Ion propulsion is extremely weak and probably has no practical use except for very, very light craft (on the order of balsa model aircraft) or in space.
Well, first of all, if you were to have an actual aircraft, you would have other moving parts for example ailerons and stabilizer surfaces. So the accurate title would be "airplane propulsion system without moving parts".
Secondly, the ramjet also has no moving parts (as far as I know) and it was invented in 1913 (per Wikipedia, so you know it's guaranteed accurate) and made practical around 1939 or so.
Looked like it was launched off the stand. There's a couple of vertical brackets it sits on that seem to propel it hard enough to glide as far as it did. Even a simple glider would go farther.
Voodoo science.
Early technological inventions are always going to seem impractical and/or dubious.
Early technological inventions are always going to seem impractical and/or dubious.
Very dubious when the actual propulsion seems to be a catapult. Show me the same little plane balanced on the end of a platform "flying" under it's own power off the end of it and not falling straight down.
Suspend it from a horizontal bar with string and turn it on. If it moves, okay. If not, Voodoo.
Early technological inventions are always going to seem impractical and/or dubious.
Ion propulsion is hardly new. It's been around for at least 50 years. And it was long ago discovered to have so little propulsive force that it's only good for maneuvering spacecraft. Small ones. That someone managed to make a very small, very light plane move with it doesn't really mean much.
Early technological inventions are always going to seem impractical and/or dubious.

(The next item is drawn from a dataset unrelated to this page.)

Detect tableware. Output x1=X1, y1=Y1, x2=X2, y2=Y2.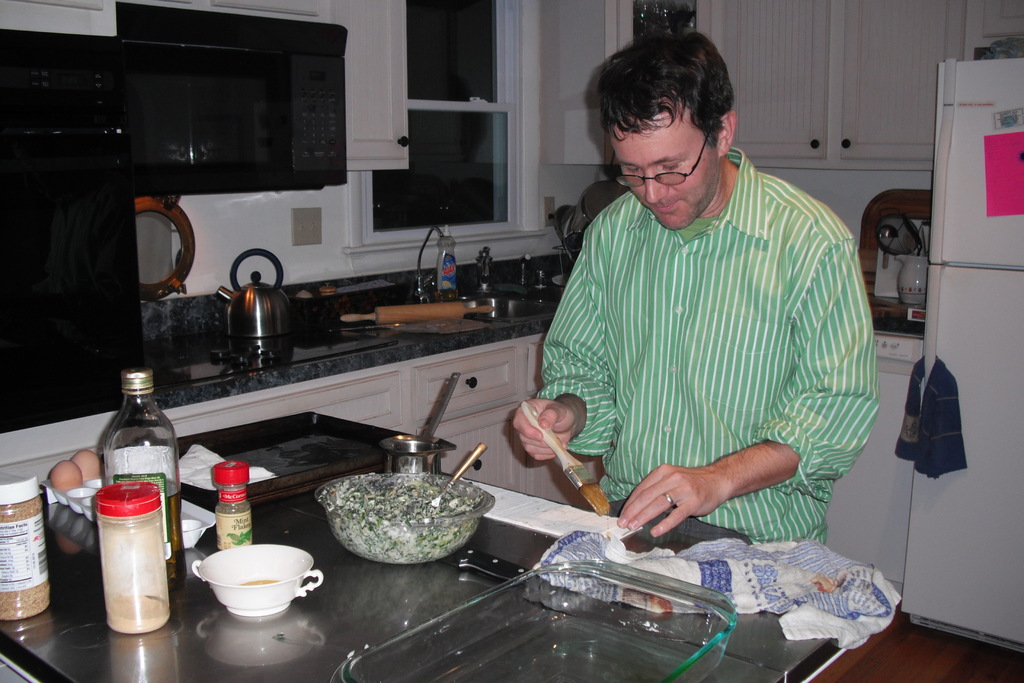
x1=325, y1=554, x2=739, y2=682.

Yes, and some of them remain so.
For example, the human powered aircraft. It will remain a barely-achievable item only functioning at the level of expensive prototypes under perfect conditions, until someone manages to increase the long term sustainable power output of a human from 1/4HP to something more like 15 HP, or until the laws of physics change.
Be interesting to watch. The question is one of materials and such. Containing high voltage fields in small areas is a hard problem. That stuff gets treacherous as you get up to fields capable of accelerating the ions to suitable energy levels. I would guess however they will be able to fly small things...but can they get to propulsion densities that would support larger devices?